1979 Was Not the Beginning of a Crisis. It Was a Declaration.
November 4, 1979. Iranian students — backed and orchestrated by Ayatollah Khomeini's revolutionary government — stormed the U.S. Embassy in Tehran and took 66 Americans hostage. They held them for 444 days. Subjected them to mock executions, sensory deprivation, psychological torture. Paraded them blindfolded in front of cameras for propaganda value.
The Carter administration negotiated. The Reagan administration made quiet arrangements. The hostages came home.
What didn't happen was any meaningful consequence to the Iranian government for seizing American sovereign territory — an embassy is technically American soil — and holding its staff for over a year. The lesson Iran took from that non-response has governed every calculation they've made about American resolve for the past four and a half decades. And the lesson was: Americans bleed easily and have a short memory. Push them and they'll negotiate.
I spent years in federal law enforcement watching foreign threats cross our border. I've seen the intelligence reports on IRGC Quds Force activity in the Western hemisphere. I've sat in briefings. What I can tell you plainly is that Iran has not had a single year since 1979 in which it wasn't actively planning, financing, or executing attacks on Americans or American interests. Not one year. That's not a series of isolated incidents. That's a sustained war.
The Attacks You've Already Forgotten
April 1983: The U.S. Embassy in Beirut. Hezbollah — created, funded, and directed by Iran's Revolutionary Guard — detonated a truck bomb that killed 63 people, including 17 Americans. Six months later: the Marine barracks in Beirut. 241 American service members killed in a single morning. The largest single-day loss of American military life since Iwo Jima.
The Reagan administration withdrew from Lebanon. Iran took note.
June 1996: Khobar Towers in Saudi Arabia. 19 U.S. Air Force personnel killed, 498 wounded. Iranian-backed Saudi Hezbollah. The Clinton administration gathered evidence of Iranian involvement and then, under pressure from diplomats who wanted to preserve a possible engagement track with Tehran, declined to respond militarily.
Iran took note.
2003 through 2011: Iranian-supplied explosively formed penetrators — EFPs, a specific and sophisticated weapon technology transferred directly from Iran to Shia militias in Iraq — killed over 600 American service members in Iraq. Confirmed by General David Petraeus. Documented by the Defense Intelligence Agency. The most lethal technology deployed against American troops during the Iraq War came from Tehran.
The Obama administration offered negotiations. Iran took note.

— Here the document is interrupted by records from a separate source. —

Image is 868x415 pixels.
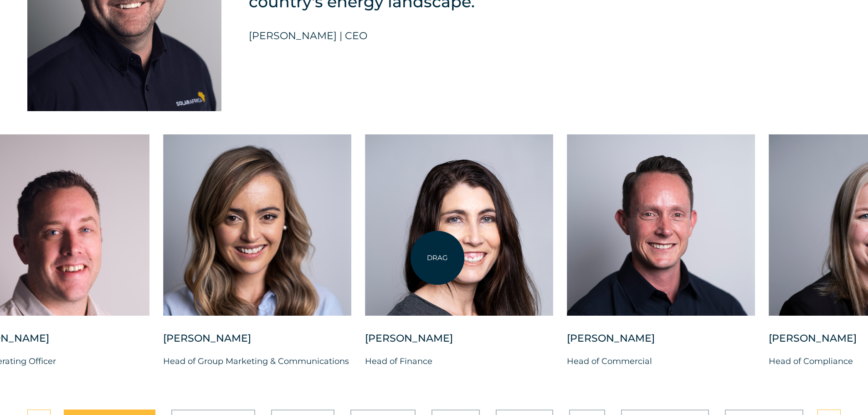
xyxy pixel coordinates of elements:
[163,354,351,368] p: Head of Group Marketing & Communications
[566,354,755,368] p: Head of Commercial
[163,332,351,354] div: [PERSON_NAME]
[365,354,553,368] p: Head of Finance
[249,30,367,42] h5: [PERSON_NAME] | CEO
[566,332,755,354] div: [PERSON_NAME]
[365,332,553,354] div: [PERSON_NAME]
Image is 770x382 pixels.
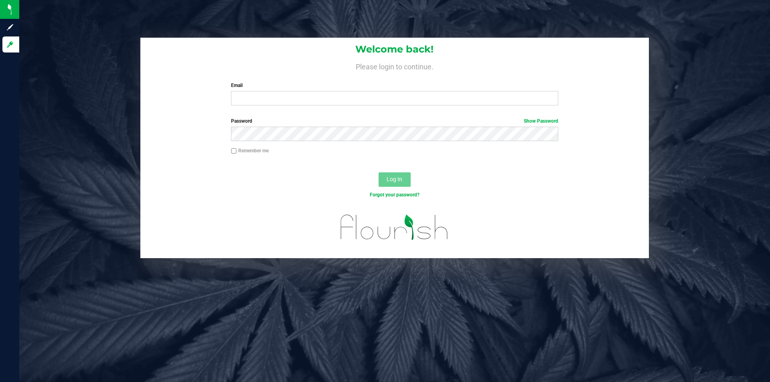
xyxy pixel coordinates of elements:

2019 through 2020: Rocket attacks on U.S. bases in Iraq by Iran-backed militias killed and wounded American service members. The Trump administration struck back — decisively, by killing Qasem Soleimani, the IRGC Quds Force commander who had personally overseen the deaths of hundreds of Americans. Iran's response was a missile attack on Al Asad air base that gave dozens of American troops traumatic brain injuries. The U.S. called it a de-escalation. Iran called it a win.
The Assassination Plots You Might Not Know About
In 2011, the FBI disrupted an Iranian government plot to assassinate the Saudi ambassador to the United States. In Washington, D.C. Using a Mexican cartel as the cut-out. The plot came within weeks of execution. The Obama administration announced the disruption, imposed some sanctions, and moved on.

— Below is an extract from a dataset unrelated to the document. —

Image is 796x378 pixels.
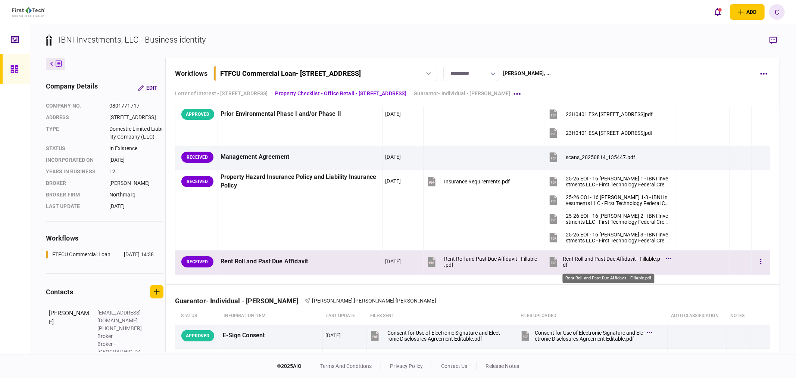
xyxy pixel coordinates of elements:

Since 2020, the FBI has disrupted multiple Iranian assassination and kidnapping plots targeting American citizens on U.S. soil. The targets have included Trump administration officials, journalists, and Iranian dissidents who sought refuge in America. The Justice Department has indicted IRGC officers. None of them will ever see a courtroom. Iran doesn't extradite its intelligence operatives.
An active foreign intelligence service is running lethal operations against American citizens on American territory and the political response has been indictments. That's not a response to a national security threat. That's paperwork.
Enough of the Policy Theater
I understand the strategic complications. I do. Escalation with Iran risks drawing in Hezbollah, the Houthis, and Iraq's Shia militias simultaneously. Iranian retaliation could disrupt Gulf energy supplies. Israel faces a two-front threat. Russia and China would use an Iran conflict to advance their own interests.
These are real considerations. Anyone who waves them off doesn't understand the complexity of the situation.
But here's what I know from years of law enforcement work: when you fail to impose consequences for repeated violations, you don't prevent the next violation. You authorize it. Every time Iran has killed Americans and walked away without a response proportionate to the crime, it has recalculated and determined that Americans can be killed without cost. The cost-benefit analysis runs in their favor. We've been subsidizing it for forty-four years.
The response to Iran is not simple, and nobody should pretend it is. But the starting point has to be accepting what is plainly true: Iran is at war with the United States, has been since 1979, and has never stopped. American policy has been in denial about that basic fact. Ending that denial — adjusting to the reality that we are in a conflict whether we want to be or not — is the prerequisite for any strategy that has a chance of working.